When I first started working on my software platform, I imagined the core of the system as a single, elegant calculator. The logic seemed simple enough: take a few inputs, apply some business rules, return a result. But as I dug deeper into the real-world rules I needed to model, I quickly realized something: I’m not building one calculator. I’m building fifty.
Each jurisdiction — in my case, each U.S. state — operates under its own unique framework. What counts as a valid rule in one state might be completely irrelevant in another. Even basic concepts like “how long you have to act” or “when the clock starts ticking” vary wildly depending on where you are.
The Illusion of Uniformity
At the surface, many rule systems look the same. You assume you’ll just have to deal with a few variations in terminology or maybe a couple of edge cases. But once you start reading the fine print, it hits you: the edge cases are the system.
For example, one jurisdiction might say the timer starts on the date of the incident. Another might add a “discovery rule,” allowing extra time if the issue wasn’t known right away. Some include hard deadlines, even if the problem was discovered late. Others carve out special exceptions based on profession, location, or relationship between the parties involved.
The Shift in Thinking
This forced a shift in how I think about architecture. I couldn’t build a generic engine that applied rules equally across all states. Instead, I had to acknowledge that each jurisdiction was essentially a self-contained rules engine — a little program of its own with its own logic, exceptions, and calculations.
That means my platform isn’t hosting one calculation engine. It’s hosting 50 — one per state. And possibly more, if you account for local, federal, or cross-border differences.
The Engineering Response
From a technical standpoint, that’s a different beast. It requires:
A shared structure for inputs (I call this SearchCriteria) A clean way to route requests based on jurisdiction A rule system that’s modular, testable, and easy to extend A way to encode exceptions and edge cases without cluttering the core logic
I’ve chosen South Carolina as my pilot state. It’s where I live, and I’m already familiar with some of its legal patterns. Starting there gives me a concrete case to work with as I figure out how best to structure the others.
Why This Matters
This isn’t just about law. Any system that models real-world regulations, compliance standards, or region-specific rules will eventually run into the same challenge. Uniformity is a comforting illusion — but if you design for it, your app will fall apart under the weight of real complexity.
Instead, embrace the differences early. Design for change. And expect to build more than you thought you would.
Coming Thursday: I’ll be sharing how I structured the SearchCriteria class to keep user input clean and logic-specific code isolated. The goal? Modularity and long-term sanity.
About Me
I’m Paul A. Jones, Jr., a developer and founder building in public.
After years in consulting, I’m launching my own software company to solve complex, rule-based problems in law and beyond. I write about bootstrapping SaaS, domain-driven design, C# and .NET development and the real challenges of turning professional workflows into software.
If you’re into system architecture, legal tech, or the startup grind from a developer’s POV, my blog is for you.
📬 Subscribe to the blog: PaulJonesSoftware.com
🐦 Follow along on Twitter/X: @PaulAJonesJr
🔧 Building in public. No fluff. Just real dev work, every week.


__What to do__:
Quote, exactly, the line holding "Locate an element" and all lines after it to the end of the records below. Exclude pictures.

[Opening Input data section]

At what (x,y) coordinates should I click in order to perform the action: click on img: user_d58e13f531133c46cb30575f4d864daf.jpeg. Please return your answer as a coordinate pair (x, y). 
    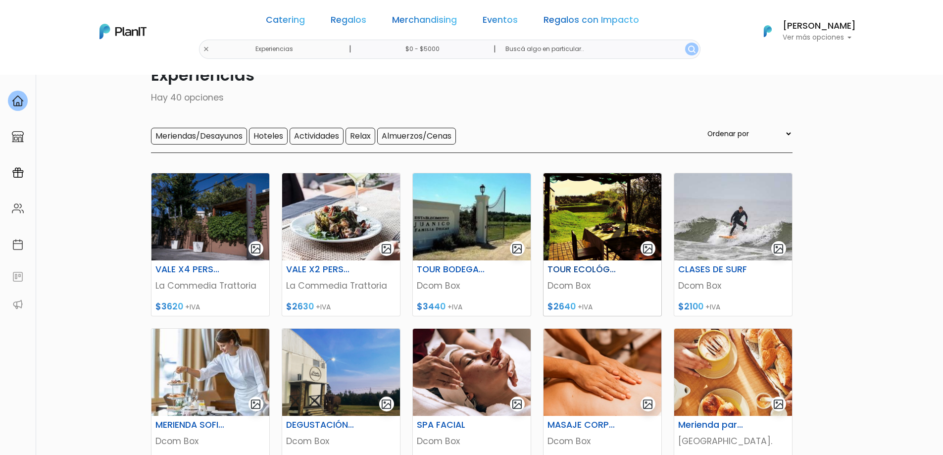
    Looking at the image, I should click on (99, 59).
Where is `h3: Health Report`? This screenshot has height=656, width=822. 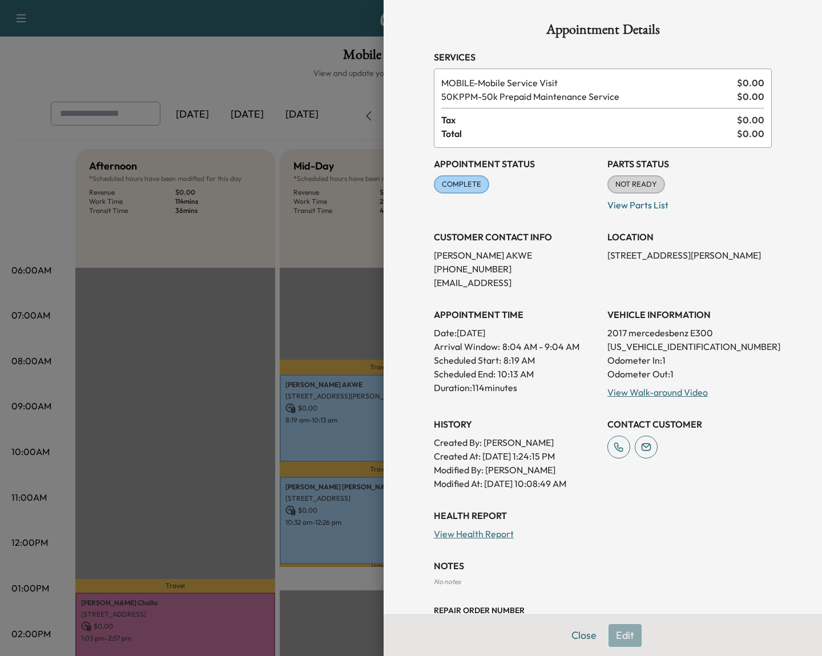
h3: Health Report is located at coordinates (603, 516).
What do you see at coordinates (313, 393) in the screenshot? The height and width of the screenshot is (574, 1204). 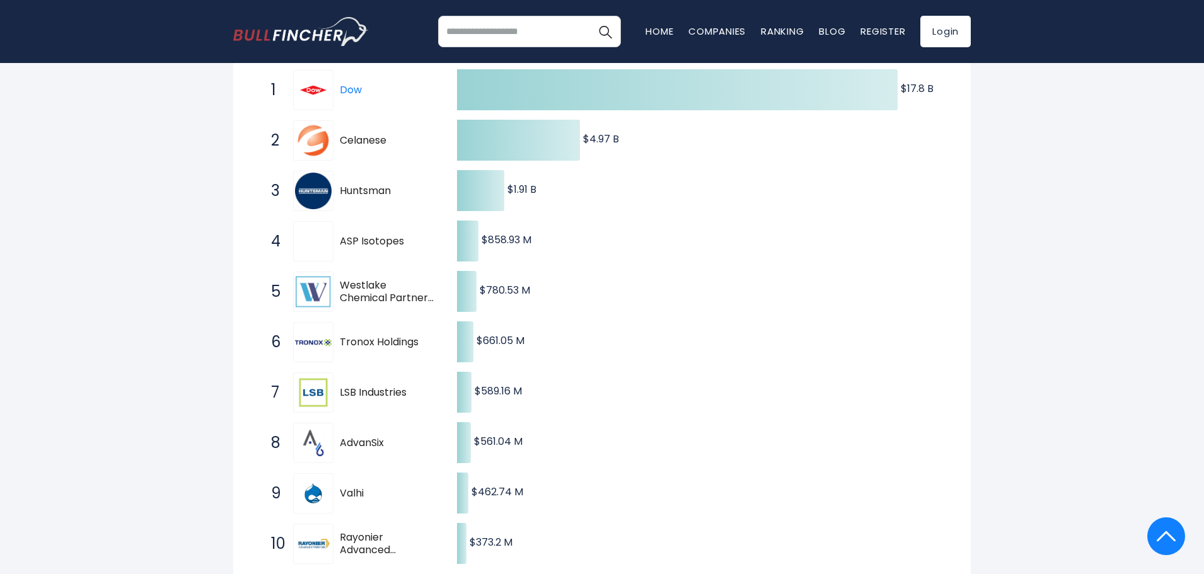 I see `img: LSB Industries` at bounding box center [313, 393].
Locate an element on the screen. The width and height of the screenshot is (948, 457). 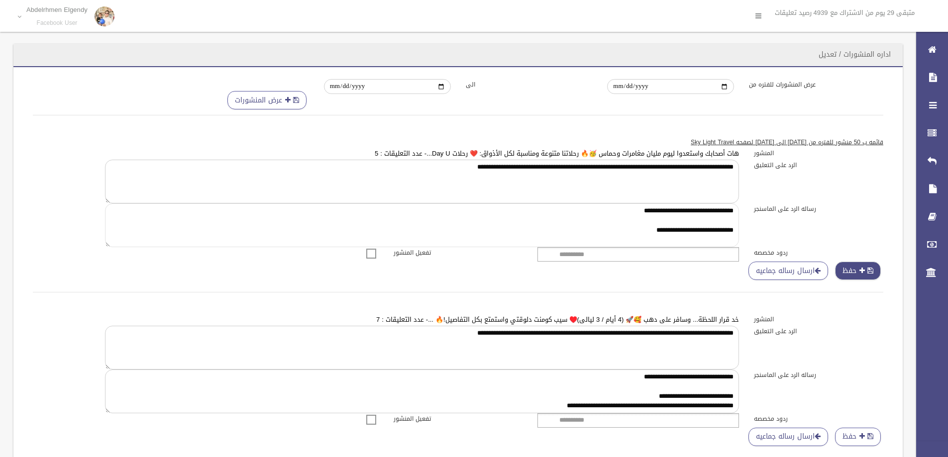
lable: خد قرار اللحظة... وسافر على دهب 🥰🚀 (4 أيام / 3 ليالى)♥️ سيب كومنت دلوقتي واستمتع بكل التفاصيل!🔥 .... is located at coordinates (557, 319).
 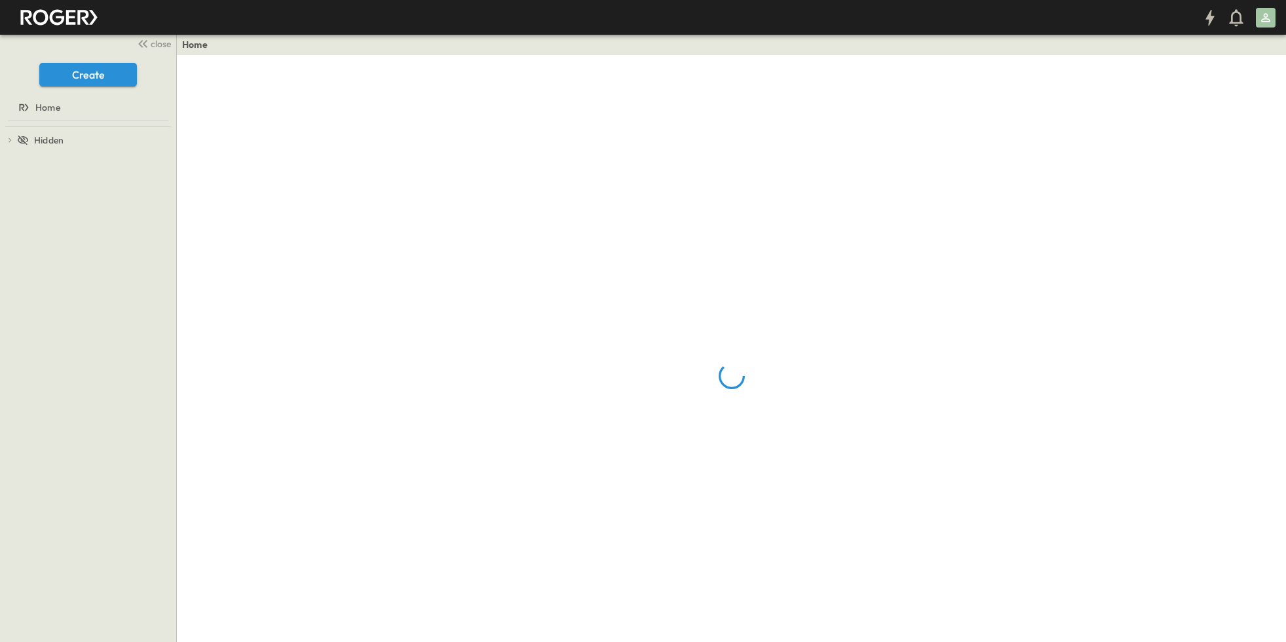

[Closing Input data section]

__Written answer__:
Locate an element on the screen. The width and height of the screenshot is (948, 457). 
lable: خد قرار اللحظة... وسافر على دهب 🥰🚀 (4 أيام / 3 ليالى)♥️ سيب كومنت دلوقتي واستمتع بكل التفاصيل!🔥 .... is located at coordinates (557, 319).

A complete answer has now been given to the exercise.